Similarly, I don't know that my understanding of the devt of human rights is the correct/only one---from my field (19th British Empire), I see the notion of universal human rights as taking shape with anti-slavery and factory reform and based not on the assertion of rights but the assertion of humanity, usually inflected with religion. "Am I not a man and a brother?" "Ain't I a woman?" And that fits with how I talk to other liberals about rights---rights depend on the unjustified assertion that being *human* makes us special and deserving (rather than being born in the US or how much money our parents make). Whether that humanity comes from God, or from something else, is not really discussed so much.
The longer forms---human rights, or universal human rights---carry this justification with them. I had not noticed rights being used alone as shorthand, but have not paid attention. Whether it signifies a change in the meaning, I don't know.
Absolutely, I'll agree that liberals are generally uncomfortable with enshrining religious notions as a basis for legal and political decisions.
Ah, thanks Dance. I whip-lashed from contemplating proposing marriage after one entry that I applaud to wondering "Why is she insulting me?" Just kidding.
I am not uncomfortable with the assertion of a religious cause for rights, per se. I welcome any assertion that we enjoy natural rights.

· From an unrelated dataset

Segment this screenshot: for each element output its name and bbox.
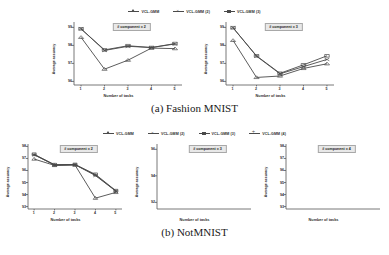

I, however, do not require a creator as a source of those rights. The rights merely exist as a consequence of our existence and our locomotion. What follows from society and government (an expression of society) is more or less restriction on the exercise of our rights. I am not opposed to that either, taking from Rousseau and Mill and others the argument that in a society with rules we gain freedom that we may not have in our natural, individual state.

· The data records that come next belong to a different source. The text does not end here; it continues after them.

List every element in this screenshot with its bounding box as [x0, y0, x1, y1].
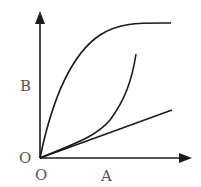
origin-label-x: O	[35, 166, 47, 184]
x-axis-label: A	[100, 167, 112, 185]
x-axis-arrow-icon	[179, 153, 192, 163]
saturating-curve	[40, 23, 171, 158]
y-axis-arrow-icon	[35, 11, 45, 24]
graph: B O O A	[0, 0, 201, 187]
linear-line	[40, 110, 172, 158]
origin-label-y: O	[19, 149, 31, 167]
y-axis-label: B	[20, 77, 31, 95]
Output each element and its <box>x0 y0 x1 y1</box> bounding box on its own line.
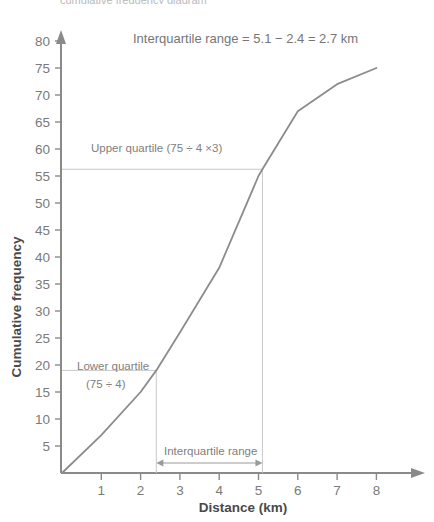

I further take the "positive rights" that FLG disfavors to be not rights at all but rather elements of the social contract. Equality, for example, is part of a social contract. It is not a right and it is not a reality in nature. It is merely an agreement among members of a society (expressed in their government) that individuals will contract for equal treatment from their government and before the law. Clearly, that emerged as a hope in the Declaration of Independence. To our credit, it is a hope we have pursued straight through to this day. But the word "right" in reference to equal treatment, for example, is an error that confuses.